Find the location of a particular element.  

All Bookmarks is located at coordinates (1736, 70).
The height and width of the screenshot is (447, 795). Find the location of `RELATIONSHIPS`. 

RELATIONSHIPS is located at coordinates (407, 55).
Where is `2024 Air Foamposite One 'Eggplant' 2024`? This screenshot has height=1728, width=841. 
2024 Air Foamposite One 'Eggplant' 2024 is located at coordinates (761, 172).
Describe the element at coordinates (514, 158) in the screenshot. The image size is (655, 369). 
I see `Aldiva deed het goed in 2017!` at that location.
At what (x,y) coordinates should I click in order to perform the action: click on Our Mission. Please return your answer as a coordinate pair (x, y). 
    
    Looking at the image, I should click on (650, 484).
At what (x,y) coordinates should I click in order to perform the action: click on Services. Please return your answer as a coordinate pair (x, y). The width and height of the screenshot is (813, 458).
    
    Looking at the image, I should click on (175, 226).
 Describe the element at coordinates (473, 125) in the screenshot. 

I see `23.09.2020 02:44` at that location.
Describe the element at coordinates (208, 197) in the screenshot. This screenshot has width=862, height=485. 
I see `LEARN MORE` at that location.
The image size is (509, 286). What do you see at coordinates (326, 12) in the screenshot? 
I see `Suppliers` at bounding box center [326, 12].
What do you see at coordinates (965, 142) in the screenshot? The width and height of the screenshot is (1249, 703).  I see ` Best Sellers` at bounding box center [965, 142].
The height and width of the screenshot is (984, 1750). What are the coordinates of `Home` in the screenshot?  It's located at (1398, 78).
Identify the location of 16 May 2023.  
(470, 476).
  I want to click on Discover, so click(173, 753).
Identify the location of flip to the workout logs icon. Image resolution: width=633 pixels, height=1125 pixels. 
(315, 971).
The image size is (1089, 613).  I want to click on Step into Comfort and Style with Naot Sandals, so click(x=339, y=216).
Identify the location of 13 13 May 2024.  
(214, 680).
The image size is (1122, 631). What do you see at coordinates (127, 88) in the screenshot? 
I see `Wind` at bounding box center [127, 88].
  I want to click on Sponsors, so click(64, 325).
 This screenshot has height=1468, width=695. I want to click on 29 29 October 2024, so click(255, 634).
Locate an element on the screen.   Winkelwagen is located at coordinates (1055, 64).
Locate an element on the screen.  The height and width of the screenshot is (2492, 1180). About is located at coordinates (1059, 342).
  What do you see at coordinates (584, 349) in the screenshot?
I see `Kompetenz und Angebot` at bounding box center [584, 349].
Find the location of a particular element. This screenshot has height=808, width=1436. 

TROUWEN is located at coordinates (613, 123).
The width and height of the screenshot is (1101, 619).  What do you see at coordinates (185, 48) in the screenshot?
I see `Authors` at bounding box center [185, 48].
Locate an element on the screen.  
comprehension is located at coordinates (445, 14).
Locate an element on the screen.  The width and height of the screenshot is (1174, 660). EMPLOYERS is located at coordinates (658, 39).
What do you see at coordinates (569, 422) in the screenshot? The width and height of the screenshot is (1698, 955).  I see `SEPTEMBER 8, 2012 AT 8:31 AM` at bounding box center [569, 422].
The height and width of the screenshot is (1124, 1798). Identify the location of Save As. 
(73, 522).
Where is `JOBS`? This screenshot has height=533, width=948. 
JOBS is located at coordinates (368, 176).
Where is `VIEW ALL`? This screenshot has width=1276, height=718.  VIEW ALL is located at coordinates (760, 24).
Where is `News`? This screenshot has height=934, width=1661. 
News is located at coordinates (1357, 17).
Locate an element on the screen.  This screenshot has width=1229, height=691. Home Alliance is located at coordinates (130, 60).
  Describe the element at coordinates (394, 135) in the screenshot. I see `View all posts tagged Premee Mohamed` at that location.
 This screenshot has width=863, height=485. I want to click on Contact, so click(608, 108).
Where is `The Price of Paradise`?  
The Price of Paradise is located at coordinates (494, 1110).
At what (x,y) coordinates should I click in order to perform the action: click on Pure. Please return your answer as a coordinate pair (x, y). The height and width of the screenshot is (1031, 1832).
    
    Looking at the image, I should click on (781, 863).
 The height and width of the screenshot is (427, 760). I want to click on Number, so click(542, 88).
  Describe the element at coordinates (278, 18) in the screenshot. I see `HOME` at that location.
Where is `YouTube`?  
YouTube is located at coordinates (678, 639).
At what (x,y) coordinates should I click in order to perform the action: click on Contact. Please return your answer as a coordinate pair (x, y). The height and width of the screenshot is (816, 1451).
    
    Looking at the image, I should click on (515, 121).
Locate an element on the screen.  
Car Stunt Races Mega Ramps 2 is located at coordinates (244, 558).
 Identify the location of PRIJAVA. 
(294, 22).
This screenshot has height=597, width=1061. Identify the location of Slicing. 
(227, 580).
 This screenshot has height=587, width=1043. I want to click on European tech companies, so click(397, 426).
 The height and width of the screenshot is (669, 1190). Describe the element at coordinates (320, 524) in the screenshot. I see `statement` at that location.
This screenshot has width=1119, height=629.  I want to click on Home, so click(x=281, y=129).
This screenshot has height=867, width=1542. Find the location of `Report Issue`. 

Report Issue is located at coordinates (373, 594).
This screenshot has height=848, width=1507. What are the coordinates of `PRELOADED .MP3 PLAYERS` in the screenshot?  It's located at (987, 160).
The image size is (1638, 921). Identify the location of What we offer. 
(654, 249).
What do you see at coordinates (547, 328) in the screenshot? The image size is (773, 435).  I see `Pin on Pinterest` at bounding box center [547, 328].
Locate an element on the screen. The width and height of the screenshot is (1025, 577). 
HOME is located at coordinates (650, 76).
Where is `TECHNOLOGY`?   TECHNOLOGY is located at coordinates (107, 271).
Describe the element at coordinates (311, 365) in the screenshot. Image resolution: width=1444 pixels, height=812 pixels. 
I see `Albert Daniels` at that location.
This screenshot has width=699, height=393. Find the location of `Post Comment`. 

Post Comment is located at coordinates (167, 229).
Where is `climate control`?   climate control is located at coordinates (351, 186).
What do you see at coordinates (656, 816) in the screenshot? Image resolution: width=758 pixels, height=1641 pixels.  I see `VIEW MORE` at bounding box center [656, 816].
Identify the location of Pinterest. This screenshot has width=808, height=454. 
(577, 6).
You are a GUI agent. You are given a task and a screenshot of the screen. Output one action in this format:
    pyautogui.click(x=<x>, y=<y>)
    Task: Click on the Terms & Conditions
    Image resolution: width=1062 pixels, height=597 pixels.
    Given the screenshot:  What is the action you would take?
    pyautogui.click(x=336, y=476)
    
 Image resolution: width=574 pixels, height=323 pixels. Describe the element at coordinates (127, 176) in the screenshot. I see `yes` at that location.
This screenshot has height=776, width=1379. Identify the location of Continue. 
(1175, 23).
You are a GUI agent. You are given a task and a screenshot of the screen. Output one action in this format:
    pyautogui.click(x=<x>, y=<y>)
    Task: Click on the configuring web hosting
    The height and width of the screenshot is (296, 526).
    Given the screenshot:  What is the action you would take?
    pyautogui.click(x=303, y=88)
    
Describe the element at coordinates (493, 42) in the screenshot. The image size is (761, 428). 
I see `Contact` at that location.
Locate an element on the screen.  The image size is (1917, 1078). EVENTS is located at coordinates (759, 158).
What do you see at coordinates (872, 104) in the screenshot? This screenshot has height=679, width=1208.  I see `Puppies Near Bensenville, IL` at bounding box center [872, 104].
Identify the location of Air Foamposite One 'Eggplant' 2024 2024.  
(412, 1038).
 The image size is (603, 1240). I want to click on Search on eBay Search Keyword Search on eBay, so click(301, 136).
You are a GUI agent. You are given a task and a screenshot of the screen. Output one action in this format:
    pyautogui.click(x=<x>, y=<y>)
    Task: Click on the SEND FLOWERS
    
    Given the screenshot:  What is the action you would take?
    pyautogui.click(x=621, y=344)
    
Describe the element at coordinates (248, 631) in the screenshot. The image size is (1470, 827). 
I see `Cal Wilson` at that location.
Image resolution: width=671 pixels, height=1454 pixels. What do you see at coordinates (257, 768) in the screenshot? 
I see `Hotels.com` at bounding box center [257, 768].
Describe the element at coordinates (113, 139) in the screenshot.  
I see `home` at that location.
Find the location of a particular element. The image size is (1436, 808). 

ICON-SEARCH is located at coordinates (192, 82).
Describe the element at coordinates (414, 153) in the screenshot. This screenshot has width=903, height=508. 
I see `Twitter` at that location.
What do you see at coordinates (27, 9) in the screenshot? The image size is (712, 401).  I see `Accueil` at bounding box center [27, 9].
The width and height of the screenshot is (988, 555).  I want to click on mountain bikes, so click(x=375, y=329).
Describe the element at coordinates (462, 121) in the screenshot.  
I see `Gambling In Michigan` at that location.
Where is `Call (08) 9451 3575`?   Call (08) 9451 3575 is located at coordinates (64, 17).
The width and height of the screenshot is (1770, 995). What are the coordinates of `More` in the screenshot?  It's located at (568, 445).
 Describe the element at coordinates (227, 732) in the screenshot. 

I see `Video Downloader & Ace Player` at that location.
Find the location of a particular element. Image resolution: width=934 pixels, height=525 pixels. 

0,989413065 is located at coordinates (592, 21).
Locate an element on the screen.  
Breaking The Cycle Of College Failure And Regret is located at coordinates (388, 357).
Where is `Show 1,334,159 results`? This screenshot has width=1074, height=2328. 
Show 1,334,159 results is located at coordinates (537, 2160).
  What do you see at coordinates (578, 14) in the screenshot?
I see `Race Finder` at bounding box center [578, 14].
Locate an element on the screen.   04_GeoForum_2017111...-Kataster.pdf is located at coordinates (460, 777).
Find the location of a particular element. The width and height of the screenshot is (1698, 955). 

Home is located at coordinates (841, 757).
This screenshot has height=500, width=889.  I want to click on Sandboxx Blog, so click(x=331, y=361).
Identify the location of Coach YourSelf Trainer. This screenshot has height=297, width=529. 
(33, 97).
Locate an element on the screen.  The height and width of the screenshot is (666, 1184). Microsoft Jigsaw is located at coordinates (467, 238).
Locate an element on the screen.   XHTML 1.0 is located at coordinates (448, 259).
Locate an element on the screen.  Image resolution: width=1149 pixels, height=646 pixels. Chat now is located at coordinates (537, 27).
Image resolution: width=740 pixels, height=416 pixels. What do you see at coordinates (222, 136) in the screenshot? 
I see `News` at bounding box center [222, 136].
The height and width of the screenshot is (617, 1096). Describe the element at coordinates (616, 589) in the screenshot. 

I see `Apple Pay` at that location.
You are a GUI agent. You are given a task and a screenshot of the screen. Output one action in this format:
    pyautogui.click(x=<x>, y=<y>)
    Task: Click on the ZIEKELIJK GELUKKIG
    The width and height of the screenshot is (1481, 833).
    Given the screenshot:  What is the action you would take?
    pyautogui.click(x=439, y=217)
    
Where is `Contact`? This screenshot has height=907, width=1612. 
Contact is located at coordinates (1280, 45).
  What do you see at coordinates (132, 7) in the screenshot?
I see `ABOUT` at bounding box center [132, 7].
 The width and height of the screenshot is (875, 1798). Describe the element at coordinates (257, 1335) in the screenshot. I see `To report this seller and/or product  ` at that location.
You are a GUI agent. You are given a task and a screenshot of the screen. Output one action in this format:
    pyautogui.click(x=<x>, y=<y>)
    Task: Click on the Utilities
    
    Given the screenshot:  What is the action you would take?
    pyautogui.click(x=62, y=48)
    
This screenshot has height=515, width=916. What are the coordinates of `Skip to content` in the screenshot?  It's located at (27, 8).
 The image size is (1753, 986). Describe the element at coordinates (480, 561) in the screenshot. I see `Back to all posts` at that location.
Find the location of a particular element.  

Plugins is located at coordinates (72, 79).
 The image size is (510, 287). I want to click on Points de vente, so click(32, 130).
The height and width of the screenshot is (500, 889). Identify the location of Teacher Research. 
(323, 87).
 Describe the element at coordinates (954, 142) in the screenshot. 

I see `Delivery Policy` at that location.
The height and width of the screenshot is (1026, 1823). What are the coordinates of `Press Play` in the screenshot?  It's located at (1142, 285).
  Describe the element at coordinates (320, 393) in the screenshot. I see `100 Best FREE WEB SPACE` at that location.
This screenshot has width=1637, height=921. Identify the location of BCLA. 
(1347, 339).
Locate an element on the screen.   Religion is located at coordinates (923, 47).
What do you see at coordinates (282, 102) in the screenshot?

_ _ _ _ _

Transcribe each line of the data above, unaltered, from the one where "Identify the location of Pinterest." appears to the one where "The height and width of the screenshot is (296, 526)." appears, inclusive of both.

Output for this exercise ->
Identify the location of Pinterest. This screenshot has width=808, height=454. 
(577, 6).
You are a GUI agent. You are given a task and a screenshot of the screen. Output one action in this format:
    pyautogui.click(x=<x>, y=<y>)
    Task: Click on the Terms & Conditions
    Image resolution: width=1062 pixels, height=597 pixels.
    Given the screenshot:  What is the action you would take?
    pyautogui.click(x=336, y=476)
    
 Image resolution: width=574 pixels, height=323 pixels. Describe the element at coordinates (127, 176) in the screenshot. I see `yes` at that location.
This screenshot has height=776, width=1379. Identify the location of Continue. 
(1175, 23).
You are a GUI agent. You are given a task and a screenshot of the screen. Output one action in this format:
    pyautogui.click(x=<x>, y=<y>)
    Task: Click on the configuring web hosting
    The height and width of the screenshot is (296, 526).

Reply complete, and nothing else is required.